Sunday, June 26, 2011

"Straight Up" by Joseph Romm—book review

Joseph Romm impressed me with his book, Hell and High Water.  He showed what lies in store for humanity if we don’t stop burning fossil fuels.  He also debunked the notion that hydrogen cars are a feasible alternative to fossil fuel cars in the next 20 years or so.  He made it clear that electric cars fueled by renewable energy are a necessity if we are going to avoid climate catastrophe.
Straight Up, published in 2010, is a compilation of posts from his popular blog:  www.ClimateProgress.org .  Most of the posts are from 2009 with a few from 2008 and a few from early 2010.  They cover the science of climate change, the clean energy solution, the right-wing disinformation machine, and why progressives are so lousy at messaging.  Romm does everything he can to stir us to action.
Which raises the question—with all this arsenal of facts, why aren’t people marching on the Congress to demand clean energy?
To me, the simple answer is that the oil companies run the media and the Congress, so people simply don’t have the understanding or the power to make significant changes.
However, somehow we have to be able to reach people.  I found the most fascinating of part of Romm’s book to be where he explores the nature of rhetoric.  He quotes Plato,
If a rhetorician and a doctor visited any city you like to name and they had to contend in argument before the assembly or any other gathering as to which of the two should be chosen as doctor, the doctor would be nowhere, but the man who could speak would be chosen, if he so wished.
And so it is that a scientist can be cut to shreds by a radio talk show demagogue.  Rhetoricians have understood for centuries that a winning strategy is NOT to appear smarter than your opponent.  Romm points out that Shakespeare has Mark Antony say “I am no orater, as Brutus is, but—as you know me all—a plain blunt man. . . .I tell you that which you yourselves do know.”
So to win the global warming debate, we have to get people to know what they already know—namely that the climate is changing.  That part should be doable.  Then we have to get them to understand that the change is caused by fossil fuels—that gets a lot trickier since people with what Romm calls Anti-Science Syndrome (ASS) throw all sorts of gibberish on the scientific reality.  And finally, we need to convince people that we can do something about it—and that means government intervention in a country where people love to hate the government, and it means we need to throw out the good oil boys from Congress where corporations are now allowed unlimited spending to buy elected officials.
One weakness of the book is that in 2009 Romm was a bit too hopeful that Congress would pass the Waxman-Markey bill, which was scuttled by the Senate, and is now dead with the House of Representatives under the control of the Republicans.  But Romm’s daily posts on ClimateProgress are the best source that I have seen for up to the minute reporting on the rapid deterioration of earth’s climate, the battle to cut fossil fuels and support clean energy, and the challenge to learn how to talk about all this is plain, blunt terms.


Search the data below for the word "fluorescence" and copy each line that holds it.

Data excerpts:
----
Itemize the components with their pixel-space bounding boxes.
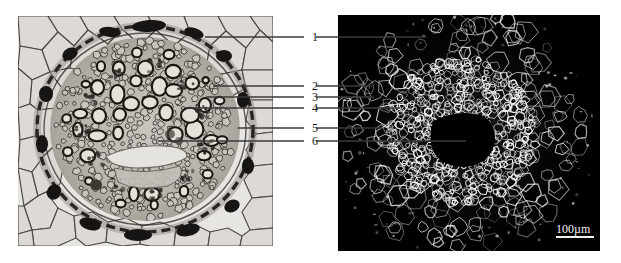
fluorescent-speckle bbox=[508, 231, 510, 234]
fluorescent-speckle bbox=[562, 186, 563, 189]
fluorescent-speckle bbox=[554, 75, 557, 77]
fluorescent-speckle bbox=[438, 231, 441, 233]
fluorescent-speckle bbox=[535, 62, 539, 63]
fluorescent-speckle bbox=[374, 175, 378, 177]
fluorescent-speckle bbox=[373, 214, 376, 215]
fluorescent-speckle bbox=[575, 193, 578, 196]
fluorescent-speckle bbox=[370, 191, 373, 192]
fluorescent-speckle bbox=[516, 41, 520, 43]
fluorescent-speckle bbox=[579, 111, 583, 112]
fluorescence-content bbox=[338, 15, 600, 251]
fluorescent-speckle bbox=[365, 93, 366, 95]
fluorescent-speckle bbox=[386, 196, 388, 198]
fluorescent-speckle bbox=[392, 235, 395, 237]
fluorescent-speckle bbox=[481, 225, 483, 228]
fluorescent-speckle bbox=[340, 88, 343, 90]
fluorescent-speckle bbox=[547, 71, 550, 74]
fluorescent-speckle bbox=[588, 173, 590, 176]
brightfield-micrograph bbox=[18, 16, 273, 246]
fluorescent-speckle bbox=[552, 179, 553, 180]
brightfield-svg bbox=[18, 16, 273, 246]
fluorescent-speckle bbox=[358, 139, 361, 141]
fluorescent-speckle bbox=[465, 244, 466, 247]
fluorescent-speckle bbox=[576, 75, 577, 76]
central-lacuna-dark bbox=[430, 113, 495, 167]
fluorescent-speckle bbox=[422, 35, 425, 36]
fluorescent-speckle bbox=[534, 226, 536, 229]
label-4: 4 bbox=[309, 102, 321, 114]
fluorescent-speckle bbox=[577, 168, 580, 169]
fluorescent-speckle bbox=[587, 144, 589, 147]
fluorescent-speckle bbox=[433, 27, 435, 29]
fluorescent-speckle bbox=[362, 83, 366, 84]
fluorescent-speckle bbox=[480, 27, 483, 28]
fluorescent-speckle bbox=[500, 24, 504, 25]
fluorescence-micrograph bbox=[338, 15, 600, 251]
fluorescent-speckle bbox=[413, 22, 415, 25]
fluorescent-speckle bbox=[386, 223, 388, 225]
fluorescent-speckle bbox=[493, 27, 494, 29]
fluorescent-speckle bbox=[466, 29, 468, 32]
fluorescent-speckle bbox=[355, 172, 357, 175]
fluorescent-speckle bbox=[375, 230, 378, 234]
fluorescent-speckle bbox=[422, 19, 424, 21]
tone-overlay bbox=[18, 16, 273, 246]
fluorescent-speckle bbox=[466, 24, 468, 27]
fluorescent-speckle bbox=[358, 151, 362, 155]
fluorescent-speckle bbox=[408, 212, 412, 215]
fluorescent-speckle bbox=[548, 83, 552, 86]
fluorescent-speckle bbox=[538, 238, 541, 241]
fluorescent-speckle bbox=[575, 161, 579, 162]
fluorescence-svg bbox=[338, 15, 600, 251]
fluorescent-speckle bbox=[515, 226, 517, 229]
fluorescent-speckle bbox=[560, 177, 562, 180]
fluorescent-speckle bbox=[525, 213, 527, 214]
fluorescent-speckle bbox=[510, 30, 512, 33]
figure-root: 1 2 3 4 5 6 100µm bbox=[0, 0, 621, 263]
fluorescent-speckle bbox=[501, 26, 503, 28]
fluorescent-speckle bbox=[357, 170, 358, 173]
fluorescent-speckle bbox=[354, 206, 357, 209]
fluorescent-speckle bbox=[495, 22, 497, 25]
fluorescent-speckle bbox=[562, 132, 563, 135]
fluorescent-speckle bbox=[543, 27, 546, 30]
fluorescent-speckle bbox=[408, 43, 409, 47]
fluorescent-speckle bbox=[405, 30, 409, 31]
fluorescent-speckle bbox=[539, 223, 541, 225]
fluorescent-speckle bbox=[354, 118, 357, 120]
fluorescent-speckle bbox=[554, 178, 557, 180]
fluorescent-speckle bbox=[416, 246, 418, 249]
fluorescent-speckle bbox=[470, 25, 472, 29]
fluorescent-speckle bbox=[366, 80, 368, 81]
fluorescent-speckle bbox=[569, 72, 573, 74]
fluorescent-speckle bbox=[572, 202, 575, 205]
scalebar-label: 100µm bbox=[556, 223, 590, 235]
fluorescent-speckle bbox=[495, 234, 499, 237]
fluorescent-speckle bbox=[523, 221, 525, 222]
fluorescent-speckle bbox=[582, 123, 585, 126]
fluorescent-speckle bbox=[494, 17, 496, 19]
fluorescent-speckle bbox=[345, 181, 347, 183]
fluorescent-speckle bbox=[412, 212, 415, 213]
fluorescent-speckle bbox=[538, 71, 540, 74]
fluorescent-speckle bbox=[374, 224, 378, 226]
fluorescent-speckle bbox=[380, 181, 383, 185]
fluorescent-speckle bbox=[419, 42, 423, 44]
label-column: 1 2 3 4 5 6 bbox=[303, 0, 319, 263]
fluorescent-speckle bbox=[591, 114, 592, 118]
fluorescent-speckle bbox=[369, 85, 371, 89]
fluorescent-speckle bbox=[485, 17, 488, 19]
label-5: 5 bbox=[309, 122, 321, 134]
fluorescent-speckle bbox=[366, 167, 370, 168]
fluorescent-speckle bbox=[545, 85, 548, 88]
fluorescent-speckle bbox=[564, 77, 568, 80]
fluorescent-speckle bbox=[378, 46, 380, 48]
fluorescent-speckle bbox=[495, 36, 497, 39]
fluorescent-speckle bbox=[350, 70, 351, 72]
fluorescent-speckle bbox=[363, 152, 364, 155]
fluorescent-speckle bbox=[478, 235, 481, 238]
fluorescent-speckle bbox=[367, 78, 370, 79]
label-6: 6 bbox=[309, 135, 321, 147]
fluorescent-speckle bbox=[374, 179, 376, 182]
fluorescent-speckle bbox=[488, 226, 491, 229]
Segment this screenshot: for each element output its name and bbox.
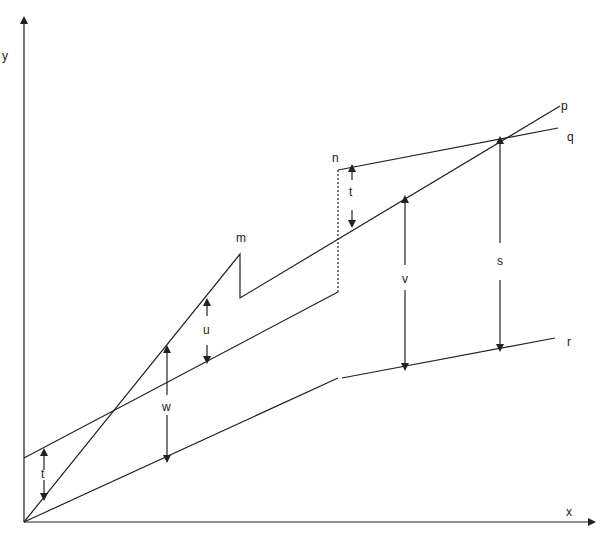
line-r-lower <box>24 378 338 522</box>
gap-v-label: v <box>402 273 408 285</box>
gap-w-label: w <box>162 401 171 413</box>
gap-t-mid-label: t <box>349 186 352 198</box>
gap-u-label: u <box>203 324 210 336</box>
point-m-label: m <box>236 232 246 244</box>
gap-t-left-label: t <box>41 468 44 480</box>
diagram-canvas <box>0 0 602 542</box>
y-axis-label: y <box>2 50 8 62</box>
line-r-label: r <box>567 336 571 348</box>
line-r <box>342 338 555 378</box>
gap-s-label: s <box>497 255 503 267</box>
line-q-lower <box>24 292 338 458</box>
x-axis-label: x <box>566 506 572 518</box>
line-p <box>24 106 560 522</box>
line-q <box>338 128 558 170</box>
point-n-label: n <box>332 152 339 164</box>
line-q-label: q <box>567 131 574 143</box>
line-p-label: p <box>561 100 568 112</box>
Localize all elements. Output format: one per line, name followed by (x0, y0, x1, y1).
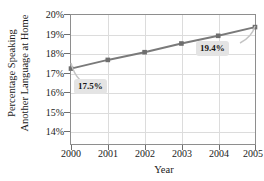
line-chart: Percentage Speaking Another Language at … (0, 0, 264, 181)
gridline-vertical-2003 (182, 15, 183, 144)
y-tick-label-14: 14% (30, 126, 64, 137)
y-tick-label-17: 17% (30, 67, 64, 78)
x-tick-label-2000: 2000 (53, 148, 89, 159)
gridline-horizontal-15 (71, 113, 255, 114)
x-tick-label-2005: 2005 (235, 148, 264, 159)
gridline-vertical-2004 (219, 15, 220, 144)
y-axis-title-line-1: Percentage Speaking (6, 0, 19, 148)
gridline-horizontal-17 (71, 74, 255, 75)
gridline-vertical-2001 (108, 15, 109, 144)
gridline-horizontal-19 (71, 35, 255, 36)
y-tick-label-16: 16% (30, 87, 64, 98)
x-tick-label-2001: 2001 (90, 148, 126, 159)
data-label-2005: 19.4% (196, 41, 229, 56)
data-label-2000: 17.5% (74, 79, 107, 94)
x-tick-label-2002: 2002 (127, 148, 163, 159)
y-tick-label-20: 20% (30, 9, 64, 20)
x-axis-title: Year (70, 164, 258, 175)
y-tick-label-18: 18% (30, 48, 64, 59)
x-tick-label-2003: 2003 (164, 148, 200, 159)
gridline-horizontal-14 (71, 132, 255, 133)
y-tick-label-19: 19% (30, 28, 64, 39)
gridline-vertical-2002 (145, 15, 146, 144)
y-tick-label-15: 15% (30, 106, 64, 117)
x-tick-label-2004: 2004 (201, 148, 237, 159)
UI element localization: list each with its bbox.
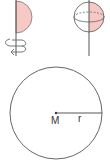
sphere-shaded-half	[89, 2, 104, 32]
circle-panel: M r	[10, 67, 102, 159]
center-label: M	[51, 115, 59, 126]
radius-label: r	[78, 113, 82, 124]
diagram-canvas: M r	[0, 0, 110, 160]
semicircle-rotation-panel	[6, 0, 33, 56]
sphere-panel	[74, 0, 104, 56]
semicircle-shape	[16, 1, 32, 33]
----
▸ Exercise solution:
fluorescence-content bbox=[338, 15, 600, 251]
fluorescence-micrograph bbox=[338, 15, 600, 251]
fluorescence-svg bbox=[338, 15, 600, 251]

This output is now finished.